Earlier this year Estonia teamed up with its neighbor Finland to buy used howitzers from South Korea. It’s not a massive deal: the Estonians are buying 12 howitzers; the Finns, 48. But it illustrates a new development in Europe: second-hand weaponry is becoming scarce.
And that’s a good thing, both because the increased demand shows that Europeans are increasingly taking defense more seriously, and because it is likely to serve as a spur to more innovation.
“25 years ago we had nothing—no weapons, no military infrastructure—so we bought a lot of things government-to-government,” says Kusti Salm, Estonia’s chief defense procurement officer, using the official term for second-hand defense equipment. “Some of the equipment was extremely cheap because it was reaching the end of its life-cycle. And some things, like vehicles and personal equipment and arms, were even donated to us. The nineties were like Christmas for countries in Central and Eastern Europe.”
The equipment was sold or donated by Western European countries including Germany, Sweden and the Netherlands who no longer deemed it necessary as Europe entered a post-history era. Ex-Warsaw Pact countries such as Estonia, Latvia, Lithuania, Poland, the Czech Republic, Slovakia, Romania, Bulgaria, who needed to move their armed forces away from Soviet equipment, eagerly bought the materiel. Indeed, buying used equipment from the West is usually the first step for any country trying to rise to Western armed forces quality. “Government-to-government sales are popular because they usually form part of much deeper defense arrangements that allow for greater interoperability and/or technology transfer partnerships,” said Daniel Fiott, Security and Defence Editor at the EUISS (the European Union Institute for Security Studies).
25 years later, the former Warsaw Pact countries are still buying weaponry: last year Poland spent 26 percent of its defense budget on equipment, while Lithuania spent 28 percent and Romania 26 percent. Lithuania needs more howitzers and infantry fighting vehicles, while Poland’s needs include combat helicopters. Unsurprisingly given these needs, last year Lithuania bought 200 military vehicles from the Dutch government. “The Latvian MOD [Ministry of Defense] has been and is very interested in the defense materiel surplus market,” Aivars Purins, the Latvian defense ministry’s deputy secretary of state for logistics, told me. “It helps us acquire a certain capability in a short timeframe, using equipment with a proven track record at an affordable price.”
But buying conditions have changed. In fact, the European market for second-hand defense equipment is drying up. “It began several years ago when the leftovers of the last defense cuts from the early 2000s were sold,” Purins said. NATO’s latest statistics show equipment taking up a growing share of many NATO members’ defense budgets. That percentage increase does, of course, not fully capture the increasing equipment spending as countries are also growing their defense budgets.
The big change is happening in Western Europe. Countries such as Germany are no longer selling off usable equipment but are instead buying such equipment themselves. This spring the Bundeswehr bought back 104 of its used tanks from the defense contractor Krauss-Maffei Wegmann. “In Europe the supply of government-to-government equipment has essentially dried up,” Salm said.
Indeed, so many European countries want to buy used F-16 fighter jets from the Pentagon that the US government has run out of them. “There’s a demand for excess F-16s out there from a lot of our European partners,” Heidi Grant, deputy undersecretary of the Air Force for international affairs, said this month [June], adding that the “demand and interest is greater than I have ever seen”. In fact, Grand said, there aren’t enough F-16s to satisfy the European demand. Instead Lt. Gen. Arnold Bunch, the Air Force’s military deputy for acquisition (who like Grant spoke at the Paris Air Show), suggested that “not every country needs an F-16. Sometimes we work with them to come up with other alternatives”.
Suggesting alternatives is a commendable strategy in any sale, but in particular in defense acquisitions. While second-hand weaponry fulfills a need in European armed forces, the shortage of it will force countries to at least buy some new equipment. That’s good news, not just for defense companies’ immediate sales. “The problem with government-to-government sales is that they don’t really promote new innovation, even if such sales may result in tech transfer,” said Fiott. “The truly innovative breakthroughs occur when new systems development is underway.”
True, the loop from sales to innovation is not always clear, and it depends on the system or piece of equipment in question. Still, Fiott said, “equipment sales that are accompanied with technology transfer may certainly lead to more innovation”. And innovation is needed. While much of armed forces’ equipment remains essentially the same over the years, today’s hybrid warfare and territorial defense is very different from the out-of-area missions – primarily Iraq and Afghanistan – over the past decade. “That meant that, for example there was little focus on the development of vehicles, which is unfortunate because in this part of Europe the terrain requires very tough vehicles,” Salm told me. A terrain vehicle is, of course, far from a weapons system. But with countries going far beyond used howitzers and even new terrain vehicles, defense companies will be inspired to innovate more.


◆ WORK REQUIRED
Only the lines from the one containing "The height and" through the end of the entries should be returned, exactly as they are, with the pictures omitted.
*** ENTRIES SUPPLIED
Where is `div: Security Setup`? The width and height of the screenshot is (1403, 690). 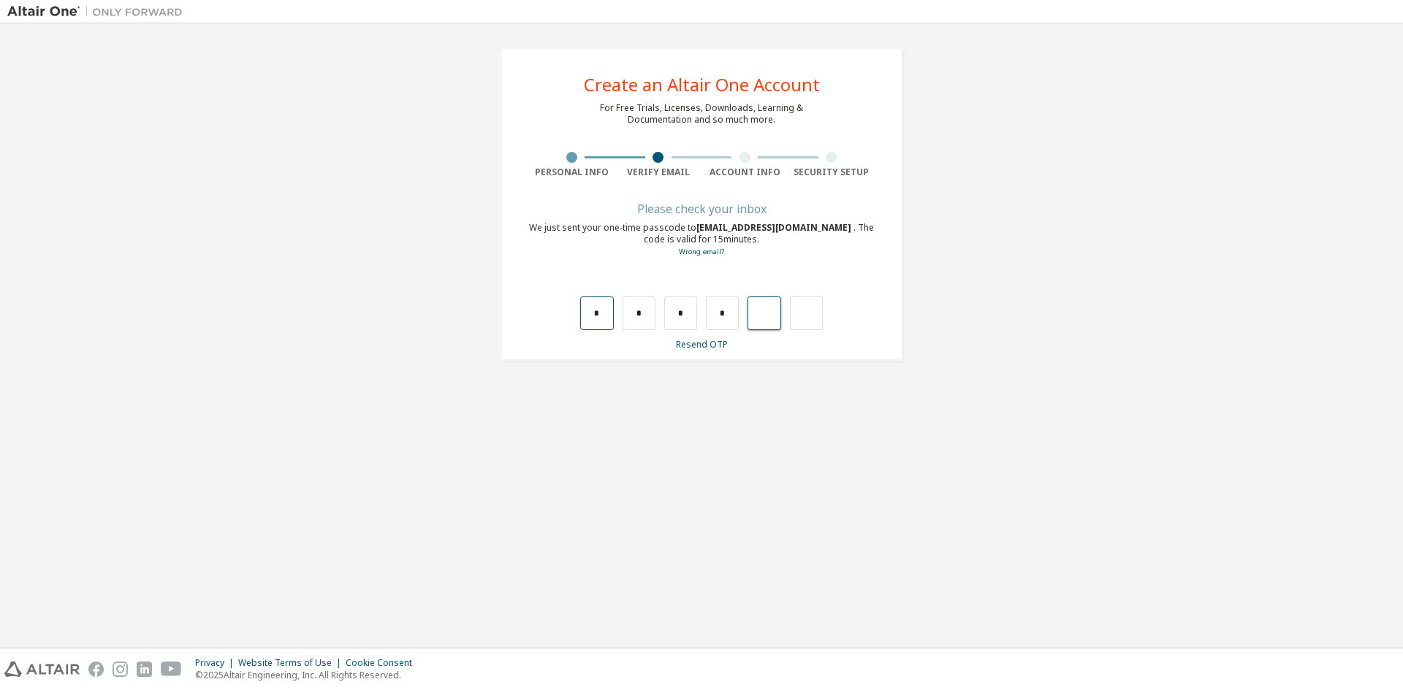 div: Security Setup is located at coordinates (831, 172).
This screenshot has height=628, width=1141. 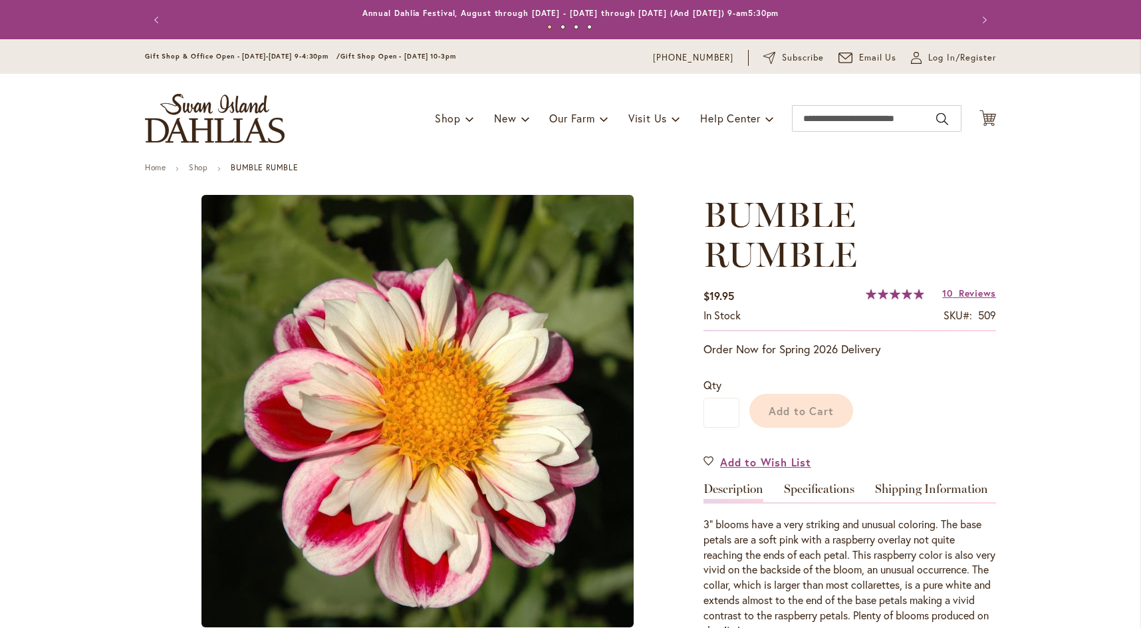 What do you see at coordinates (730, 118) in the screenshot?
I see `span: Help Center` at bounding box center [730, 118].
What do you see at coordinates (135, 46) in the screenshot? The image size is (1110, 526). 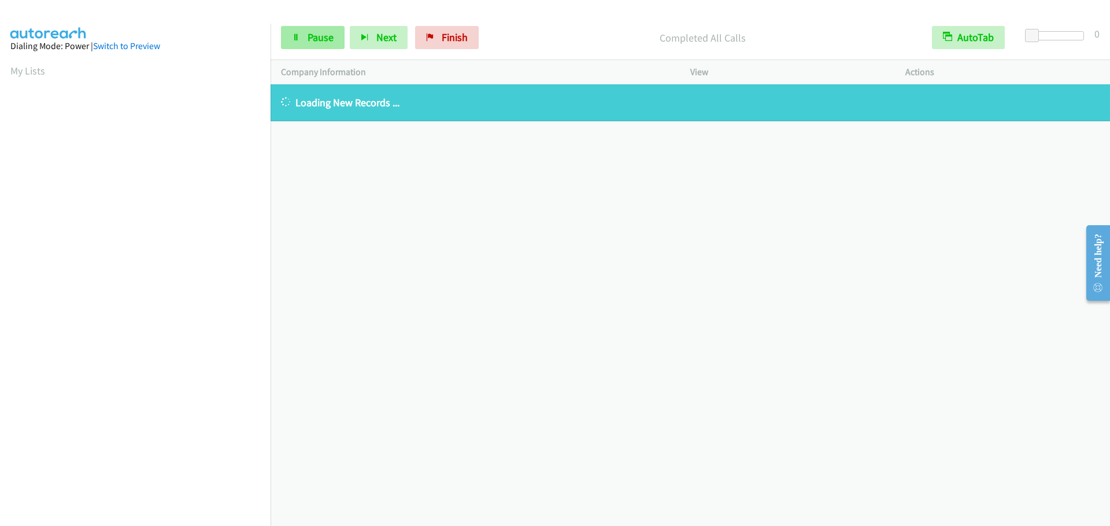 I see `div: Dialing Mode: Power |` at bounding box center [135, 46].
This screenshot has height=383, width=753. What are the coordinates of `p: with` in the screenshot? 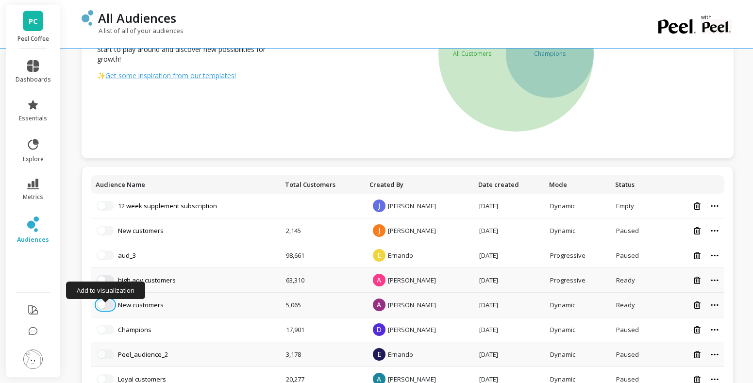 It's located at (716, 17).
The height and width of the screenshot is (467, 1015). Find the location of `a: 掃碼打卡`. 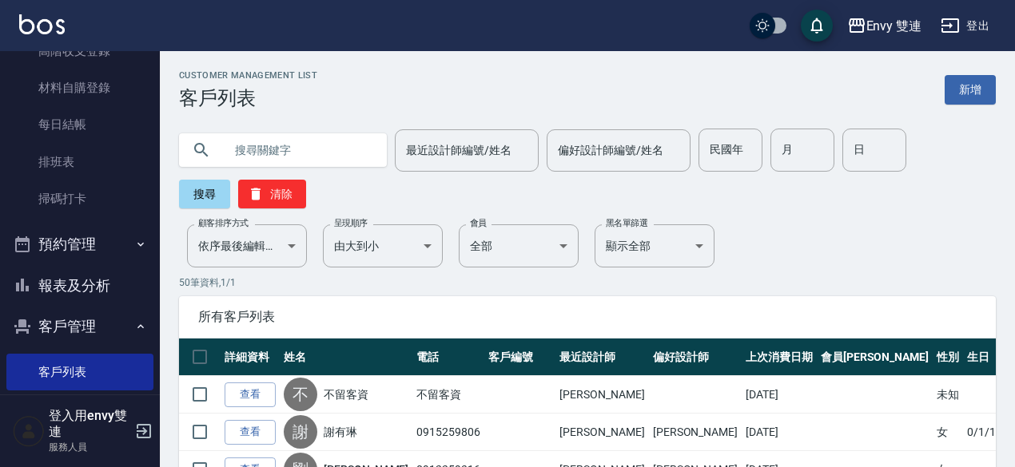

a: 掃碼打卡 is located at coordinates (80, 199).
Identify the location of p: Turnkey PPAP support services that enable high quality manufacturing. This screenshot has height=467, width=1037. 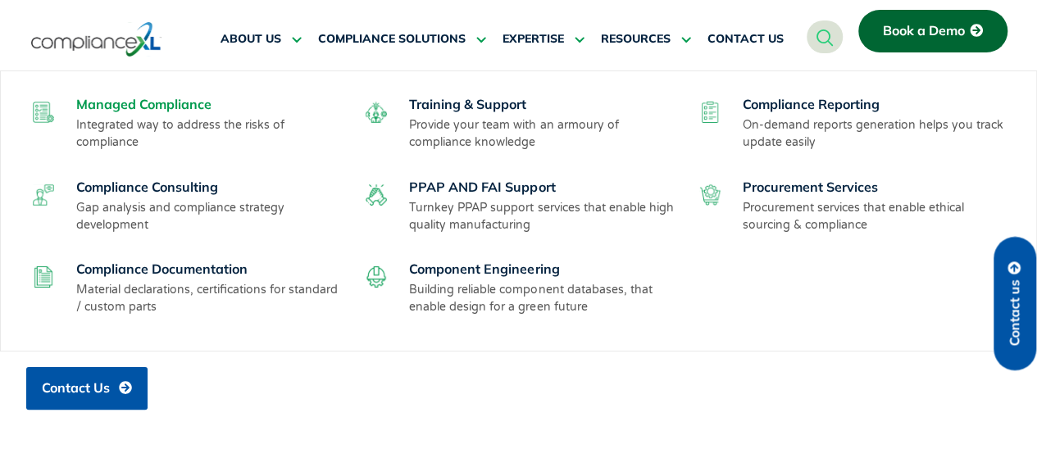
******
◆ YOUR SOLUTION
The height and width of the screenshot is (467, 1015). Find the location of `a: 掃碼打卡`. 

a: 掃碼打卡 is located at coordinates (80, 199).
Identify the location of p: Turnkey PPAP support services that enable high quality manufacturing. This screenshot has height=467, width=1037. 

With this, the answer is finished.